Coordinated Disclosure Timeline

Project

Gstreamer

Tested Version

1.25.0.1

Details

Integer underflow in qtdemux_parse_theora_extension leading to function pointer overwrite (GHSL-2024-166)

An integer underflow has been detected in the function qtdemux_parse_theora_extension within qtdemux.c.

The vulnerability occurs due to an underflow of the gint size variable, which causes size to hold a large unintended value when cast to an unsigned integer:


static gboolean qtdemux_parse_theora_extension (GstQTDemux * qtdemux, QtDemuxStream * stream, GNode * xdxt){
...
   gint size;
...
   size -= 8; //Size value = -7 => 0xfffffff9 (unsigned)
...
}

This 32-bit negative value is then cast to a 64-bit unsigned integer (0xfffffffffffffffa) in a subsequent call to gst_buffer_new_and_alloc:

        buffer = gst_buffer_new_and_alloc (size);
        gst_buffer_fill (buffer, 0, buf, size);
        stream->buffers = g_slist_append (stream->buffers, buffer);

The function gst_buffer_new_allocate then attempts to allocate memory, eventually calling _sysmem_new_block.

The function _sysmem_new_block adds alignment and header size to the (unsigned) size, causing the overflow of the ‘slice_size’ variable. As a result, only 0x89 bytes are allocated, despite the large input size:

static GstMemorySystem *_sysmem_new_block (GstMemoryFlags flags, gsize maxsize, gsize align, gsize offset, gsize size){
...
  /* ensure configured alignment */
  align |= gst_memory_alignment;
  /* allocate more to compensate for alignment */
  maxsize += align;
  /* alloc header and data in one block */
  slice_size = sizeof (GstMemorySystem) + maxsize; => 0x89!!!!

  mem = g_malloc (slice_size);
...

When the following memcpy call occurs in gst_buffer_fill, the data from the input file will overwrite the content of the GstMapInfo info structure:

gsize gst_buffer_fill (GstBuffer * buffer, gsize offset, gconstpointer src, gsize size){
...
   memcpy ((guint8 *) info.data + offset, ptr, tocopy);
...
}

Finally, during the call to gst_memory_unmap, the overwritten memory may cause a function pointer hijack, as the mem->allocator->mem_unmap_full function is called with a corrupted pointer:

void gst_memory_unmap (GstMemory * mem, GstMapInfo * info){
...
  if (mem->allocator->mem_unmap_full)
    mem->allocator->mem_unmap_full (mem, info);
  else
    mem->allocator->mem_unmap (mem);
...
}

This function pointer overwrite could allow an attacker to alter the execution flow of the program, leading to arbitrary code execution.

Impact

This vulnerability could allow an attacker to hijack the execution flow, potentially leading to code execution.

CVE

Credit

This issue was discovered and reported by GHSL team member @antonio-morales (Antonio Morales).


### Aim of the exercise
Each line of the records containing "major" is to be copied out and returned.

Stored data
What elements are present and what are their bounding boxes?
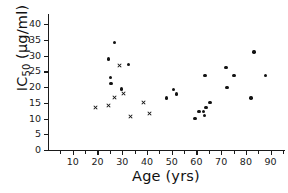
scatter-plot-figure: IC50 (µg/ml) Age (yrs) 05101520253035401… bbox=[0, 0, 288, 193]
x-tick-minor bbox=[60, 151, 61, 154]
x-tick-label: 10 bbox=[63, 157, 83, 167]
y-tick-label: 35 bbox=[19, 35, 41, 45]
data-point-dot bbox=[175, 92, 178, 95]
x-tick-minor bbox=[209, 151, 210, 154]
x-tick-minor bbox=[283, 151, 284, 154]
x-tick-label: 40 bbox=[137, 157, 157, 167]
y-tick-label: 20 bbox=[19, 82, 41, 92]
x-tick-minor bbox=[110, 151, 111, 154]
x-tick-major bbox=[73, 151, 74, 155]
x-tick-label: 90 bbox=[261, 157, 281, 167]
data-point-dot bbox=[109, 82, 112, 85]
y-tick bbox=[44, 24, 48, 25]
y-tick bbox=[44, 40, 48, 41]
x-tick-major bbox=[271, 151, 272, 155]
y-tick-label: 0 bbox=[19, 145, 41, 155]
data-point-dot bbox=[204, 106, 207, 109]
data-point-cross bbox=[141, 100, 146, 105]
x-tick-major bbox=[196, 151, 197, 155]
y-tick-label: 15 bbox=[19, 98, 41, 108]
data-point-dot bbox=[208, 101, 211, 104]
y-tick bbox=[44, 134, 48, 135]
data-point-dot bbox=[203, 114, 206, 117]
x-tick-major bbox=[172, 151, 173, 155]
data-point-dot bbox=[264, 74, 267, 77]
data-point-dot bbox=[113, 41, 116, 44]
data-point-dot bbox=[109, 76, 112, 79]
x-axis-title: Age (yrs) bbox=[48, 168, 284, 184]
data-point-cross bbox=[117, 63, 122, 68]
x-tick-major bbox=[221, 151, 222, 155]
data-point-cross bbox=[121, 91, 126, 96]
data-point-dot bbox=[203, 74, 206, 77]
x-tick-label: 80 bbox=[236, 157, 256, 167]
x-axis-line bbox=[44, 150, 285, 151]
y-tick-label: 25 bbox=[19, 66, 41, 76]
data-point-dot bbox=[193, 117, 196, 120]
data-point-dot bbox=[224, 66, 227, 69]
data-point-dot bbox=[165, 96, 168, 99]
data-point-dot bbox=[107, 57, 110, 60]
y-tick-label: 30 bbox=[19, 51, 41, 61]
x-tick-minor bbox=[159, 151, 160, 154]
data-point-cross bbox=[128, 114, 133, 119]
data-point-dot bbox=[252, 50, 255, 53]
data-point-dot bbox=[197, 110, 200, 113]
x-tick-minor bbox=[85, 151, 86, 154]
y-tick bbox=[44, 103, 48, 104]
data-point-dot bbox=[172, 88, 175, 91]
y-tick-label: 40 bbox=[19, 19, 41, 29]
x-tick-minor bbox=[184, 151, 185, 154]
data-point-cross bbox=[112, 95, 117, 100]
y-tick bbox=[44, 56, 48, 57]
y-tick-label: 5 bbox=[19, 129, 41, 139]
data-point-dot bbox=[249, 96, 252, 99]
x-tick-minor bbox=[135, 151, 136, 154]
y-axis-line bbox=[48, 14, 49, 151]
y-tick-label: 10 bbox=[19, 114, 41, 124]
x-tick-label: 20 bbox=[87, 157, 107, 167]
x-tick-minor bbox=[258, 151, 259, 154]
x-tick-major bbox=[147, 151, 148, 155]
data-point-cross bbox=[147, 111, 152, 116]
x-tick-major bbox=[246, 151, 247, 155]
y-tick bbox=[44, 150, 48, 151]
y-tick bbox=[44, 119, 48, 120]
x-tick-major bbox=[97, 151, 98, 155]
x-tick-label: 50 bbox=[162, 157, 182, 167]
x-tick-label: 60 bbox=[186, 157, 206, 167]
data-point-dot bbox=[202, 110, 205, 113]
x-tick-minor bbox=[234, 151, 235, 154]
data-point-dot bbox=[127, 63, 130, 66]
data-point-dot bbox=[225, 86, 228, 89]
y-tick bbox=[44, 71, 48, 72]
data-point-cross bbox=[93, 105, 98, 110]
x-tick-label: 30 bbox=[112, 157, 132, 167]
data-point-cross bbox=[106, 103, 111, 108]
y-tick bbox=[44, 87, 48, 88]
data-point-dot bbox=[232, 74, 235, 77]
x-tick-major bbox=[122, 151, 123, 155]
x-tick-label: 70 bbox=[211, 157, 231, 167]
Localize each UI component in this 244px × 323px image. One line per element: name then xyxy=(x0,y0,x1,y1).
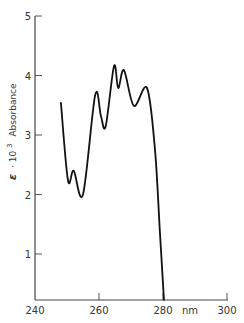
svg-text:ε · 10 3 Abs: ε · 10 3 Absorbance xyxy=(4,83,19,180)
absorbance-spectrum-chart: 12345 240260280300 ε · 10 3 Absorbance n… xyxy=(0,0,244,323)
y-tick-label: 5 xyxy=(25,11,31,22)
x-tick-label: 300 xyxy=(217,305,236,316)
epsilon-symbol: ε xyxy=(6,174,19,180)
x-ticks: 240260280300 xyxy=(25,293,236,316)
y-tick-label: 3 xyxy=(25,130,31,141)
y-axis-title: ε · 10 3 Absorbance xyxy=(4,83,19,180)
y-tick-label: 4 xyxy=(25,71,31,82)
x-tick-label: 240 xyxy=(25,305,44,316)
y-ticks: 12345 xyxy=(25,11,42,260)
y-tick-label: 1 xyxy=(25,249,31,260)
absorbance-curve xyxy=(61,65,164,300)
y-tick-label: 2 xyxy=(25,190,31,201)
x-axis-unit: nm xyxy=(182,305,198,316)
x-tick-label: 260 xyxy=(89,305,108,316)
x-tick-label: 280 xyxy=(153,305,172,316)
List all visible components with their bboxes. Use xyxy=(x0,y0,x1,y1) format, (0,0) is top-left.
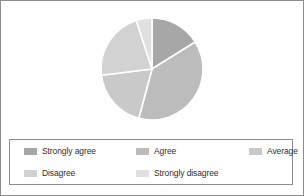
pie-chart xyxy=(1,5,303,133)
legend-label-agree: Agree xyxy=(154,147,176,156)
pie-slices-group xyxy=(101,18,203,120)
legend-item-strongly-agree[interactable]: Strongly agree xyxy=(24,140,136,162)
legend-swatch-average xyxy=(249,148,262,155)
legend-swatch-disagree xyxy=(24,170,37,177)
legend-swatch-strongly-disagree xyxy=(136,170,149,177)
legend-grid: Strongly agree Agree Average Disagree St… xyxy=(10,140,292,184)
pie-chart-area xyxy=(1,5,303,133)
legend-item-disagree[interactable]: Disagree xyxy=(24,162,136,184)
legend-swatch-strongly-agree xyxy=(24,148,37,155)
legend-label-average: Average xyxy=(267,147,298,156)
legend-label-strongly-disagree: Strongly disagree xyxy=(154,169,218,178)
legend-label-strongly-agree: Strongly agree xyxy=(42,147,96,156)
figure-container: Strongly agree Agree Average Disagree St… xyxy=(0,0,304,196)
legend-item-average[interactable]: Average xyxy=(249,140,304,162)
legend-box: Strongly agree Agree Average Disagree St… xyxy=(9,139,293,185)
legend-item-agree[interactable]: Agree xyxy=(136,140,249,162)
legend-label-disagree: Disagree xyxy=(42,169,75,178)
legend-swatch-agree xyxy=(136,148,149,155)
legend-item-strongly-disagree[interactable]: Strongly disagree xyxy=(136,162,249,184)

### Exercise response
x-tick-major bbox=[73, 151, 74, 155]
x-tick-major bbox=[271, 151, 272, 155]
x-tick-major bbox=[196, 151, 197, 155]
x-tick-major bbox=[172, 151, 173, 155]
x-tick-major bbox=[221, 151, 222, 155]
x-tick-major bbox=[147, 151, 148, 155]
x-tick-major bbox=[246, 151, 247, 155]
x-tick-major bbox=[97, 151, 98, 155]
x-tick-major bbox=[122, 151, 123, 155]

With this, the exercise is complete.